Since I got my Kindle, I too have been going through all the books that I ought to have read. Actual books, especially in English, are in short supply here in the Congo. Perhaps I read a poor translation, but I found Madame Bovary wholly unmoving.
And Wuthering Heights fell short of appealing to this female reader.
Sir Graphus
August 12th, 2010 9:44am Report this commentThe best Balzac's I've read, & heartily recommend, are "Cousin Pons" and "Eugenie Grandet".
Amanda Craig
August 12th, 2010 12:33pm Report this commentTry JG Farrell's The Seige of Krishnapur, one of the very few readable (and rew-readable) Booker winners, also John Masters's The Deceivers and The Night Runners of Bengal. Also Vanity Fair, which has battle scenes., love and enough waspish humour even to spike your guns.
John Richardson
August 12th, 2010 12:42pm Report this commentSuggestions ?

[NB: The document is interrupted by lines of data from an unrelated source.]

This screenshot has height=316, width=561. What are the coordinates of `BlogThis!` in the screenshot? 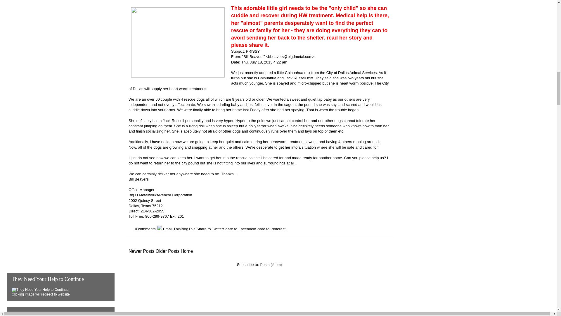 It's located at (188, 228).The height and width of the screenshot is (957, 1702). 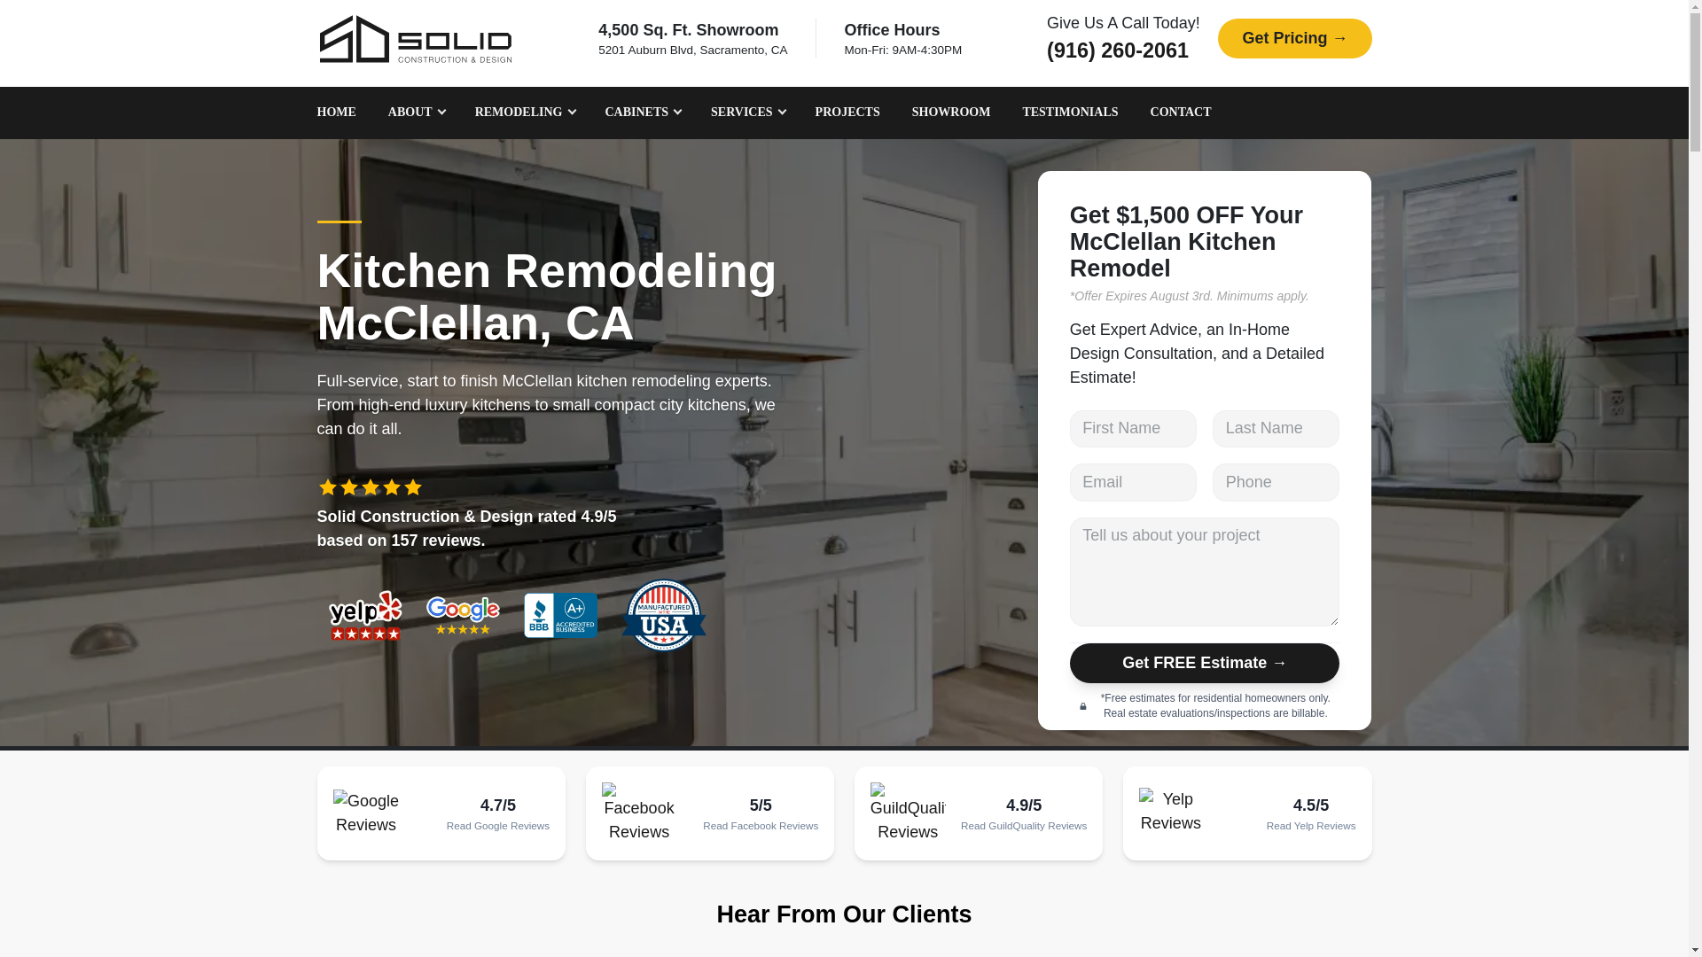 What do you see at coordinates (415, 39) in the screenshot?
I see `Solid Construction and Design Logo` at bounding box center [415, 39].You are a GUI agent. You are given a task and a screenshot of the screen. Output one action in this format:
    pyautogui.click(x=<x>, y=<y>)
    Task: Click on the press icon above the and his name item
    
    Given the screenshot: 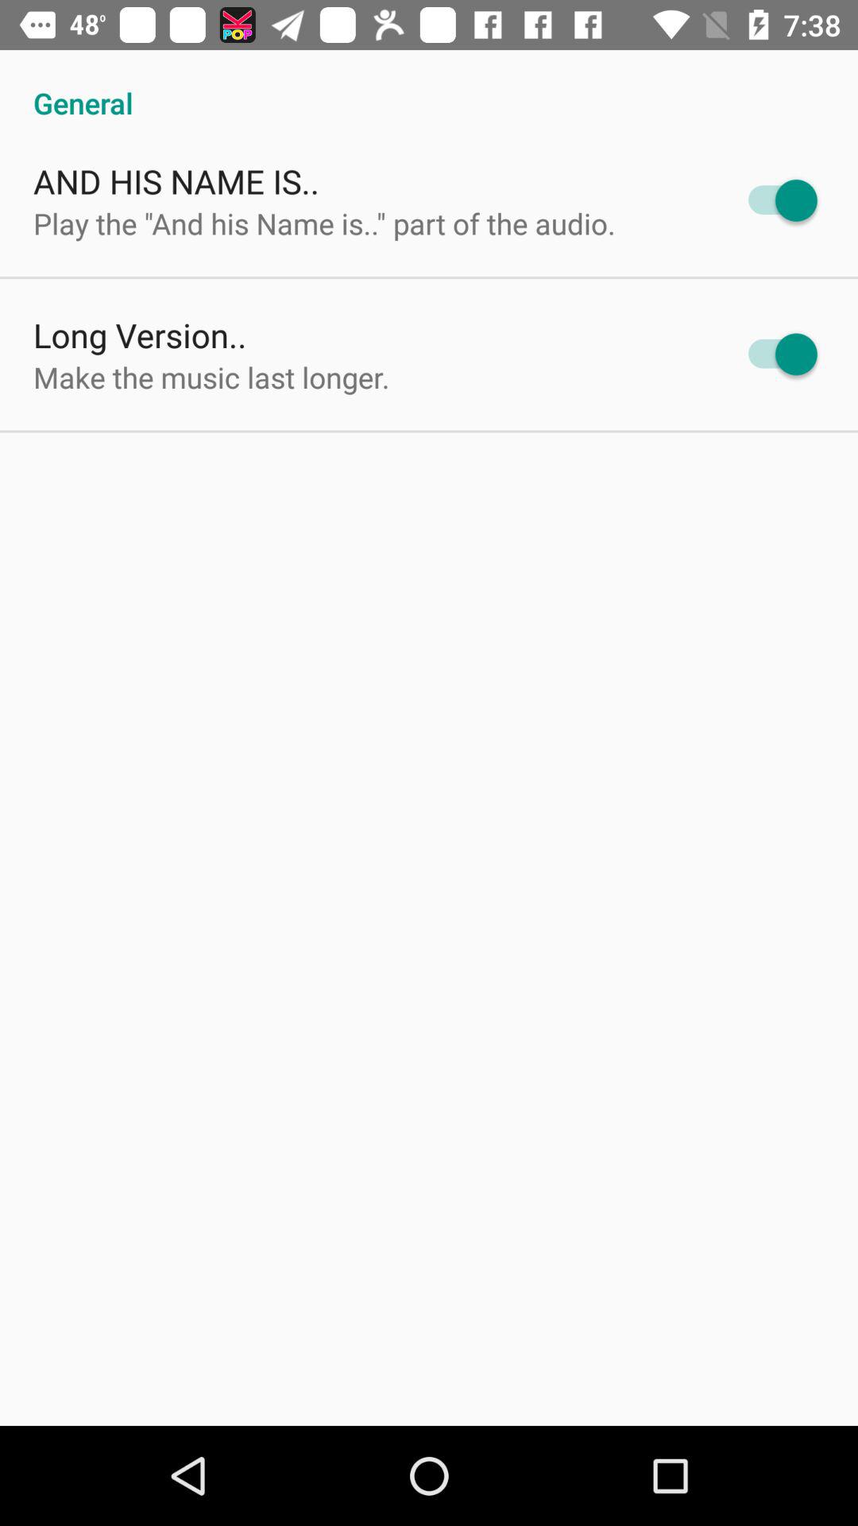 What is the action you would take?
    pyautogui.click(x=429, y=86)
    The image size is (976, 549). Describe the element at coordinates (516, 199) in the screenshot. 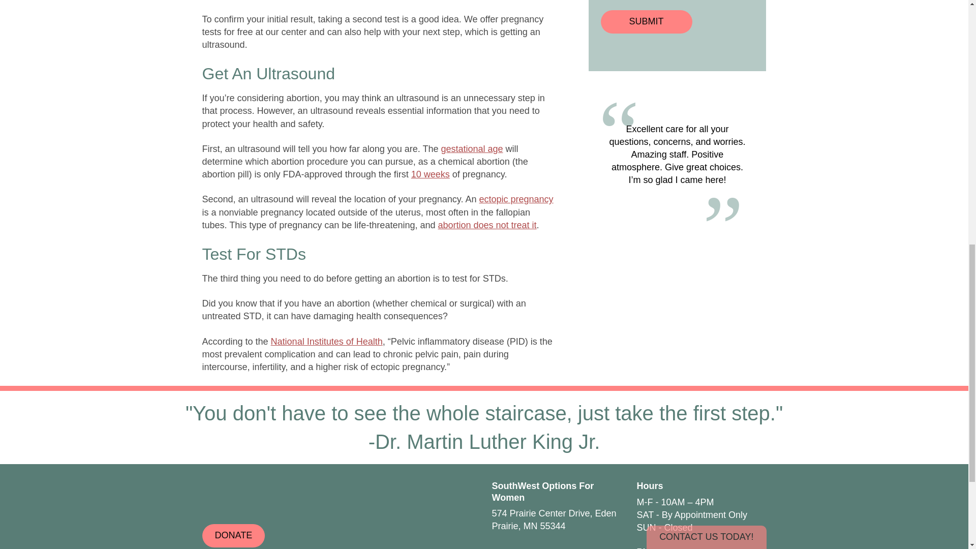

I see `ectopic pregnancy` at that location.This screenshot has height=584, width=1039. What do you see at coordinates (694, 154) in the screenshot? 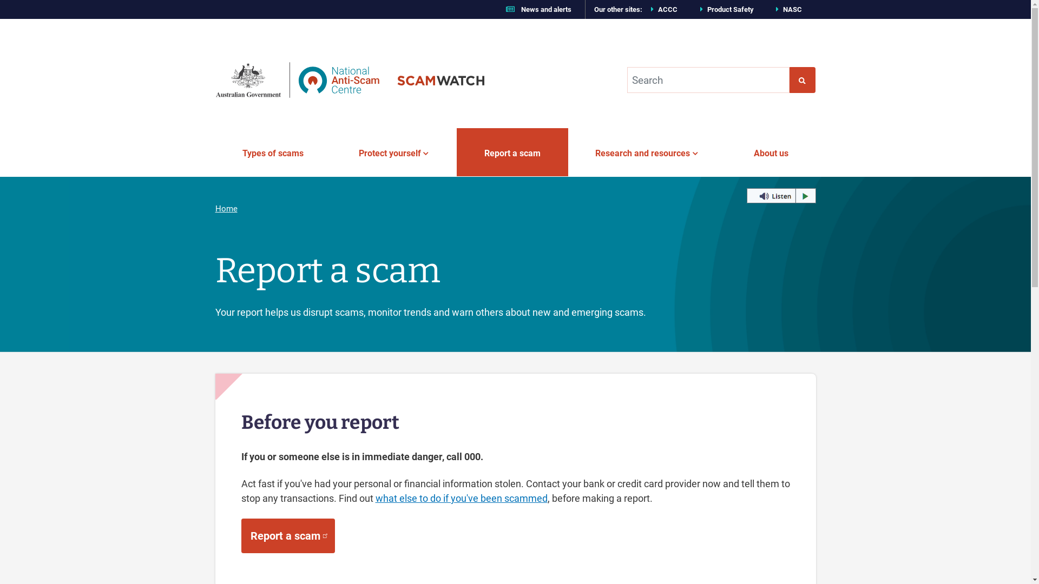
I see `Expand submenu for "Research and resources"` at bounding box center [694, 154].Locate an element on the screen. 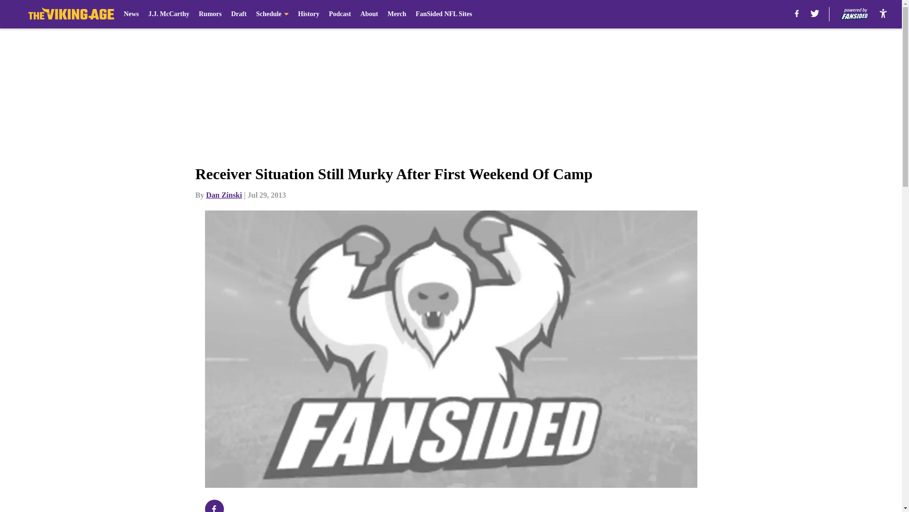  J.J. McCarthy is located at coordinates (169, 14).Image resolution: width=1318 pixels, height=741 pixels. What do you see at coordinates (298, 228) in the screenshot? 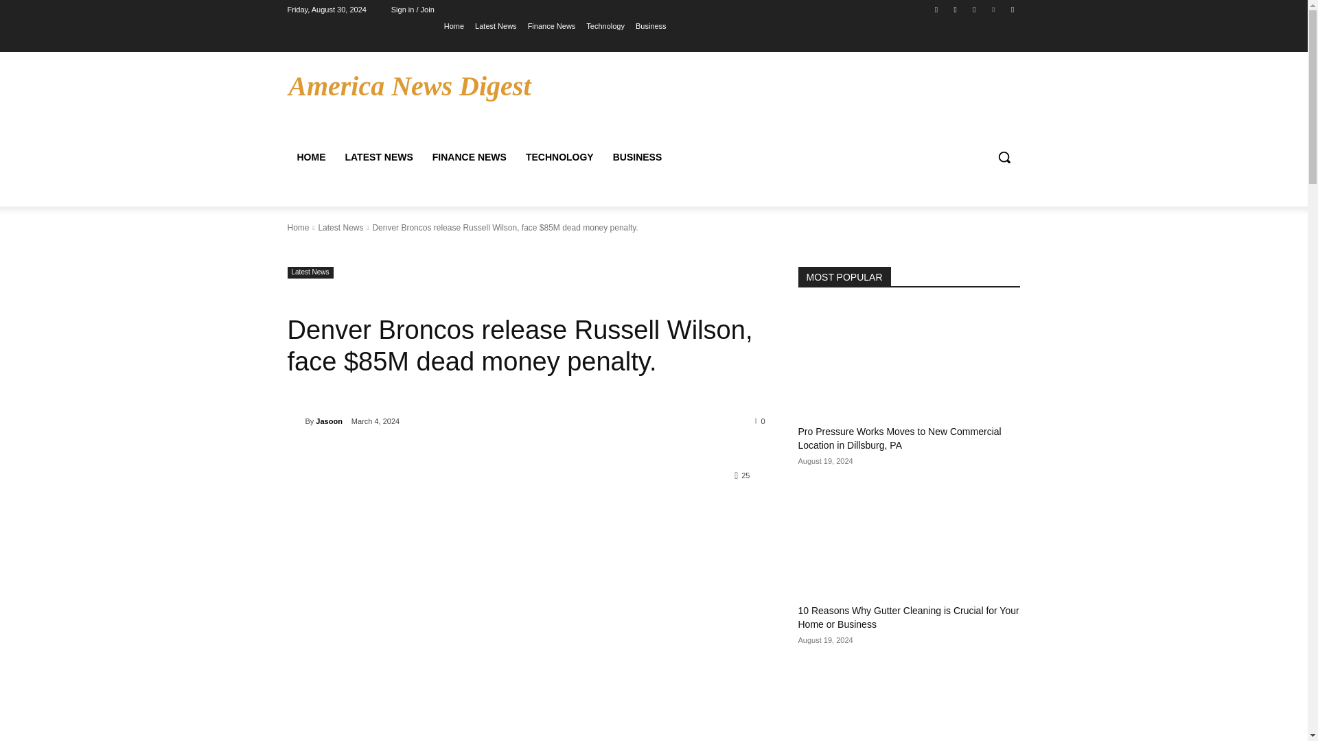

You haven't mentioned Joyce.
'A Portrait of the Artist as a Young Man' is certainly worth reading.
How about Thomas Pynchon's 'The Crying of Lot 49' ? This novel suggests brilliance & madness. Pynchon's intelligence is
obvious.
Now here's the point THEY ARE BOTH VERY SHORT. Oh yes, slight, undemanding, brief.
You will not be worrying about dropping these little puppies on your toe.
No chance.
Think about it. You can tell people that you're reading 'Joyce & Pynchon', not lie, and still have time for your life.
Failing that read 'Alien Dawn' by Colin Wilson. You will not be bored.
Michel Murray
August 13th, 2010 3:11pm Report this commentEasiest question ever. Start with Patrick o'brian's Master and Commander, and if you like it - and you will - there are 19 more volumes in the series.
Cyclops
steve ulin
August 13th, 2010 3:33pm Report this commentWe went to a used book store, bought six Frederick Forsyth novels at 90 cents each and did even better than that on value by reading Day of the Jackal twice. It's that good.
I fear I've shortchanged the author in all this and were he to invoice me the difference between second-hand and new I wouldn't say no to making up the shortfall. Well, I did enjoy myself immensely, didn't I ?
D. Phillips
August 15th, 2010 10:13pm Report this commentJames! If only you'd get an eReader your dilemma would be solved! I'm currently reading Anna Karenina, which came free with ninety-nine other public domain books on my Kobo. Amazon and Barnes and Noble both have similar machines, and there are free apps on iPhone, iPod, and Android which allow you to download books for free. Of course, I'm writing from North America, I don't know what the eReader situation is in Britain.
D Short
August 20th, 2010 12:05am Report this commentWilbur Smith
Peter Walsh
August 20th, 2010 12:13pm Report this commentJames, If you are looking for something easy and perhaps with humour in it, break your "Denial" status on Wodehouse and get yourself a copy of "The Clicking of Cuthbert" which is a collection of short stories. Head straight for the story, "The Coming of Gowf". It won't take long to read it and you just might see the fun in it. Good luck, let me know know you get on with it.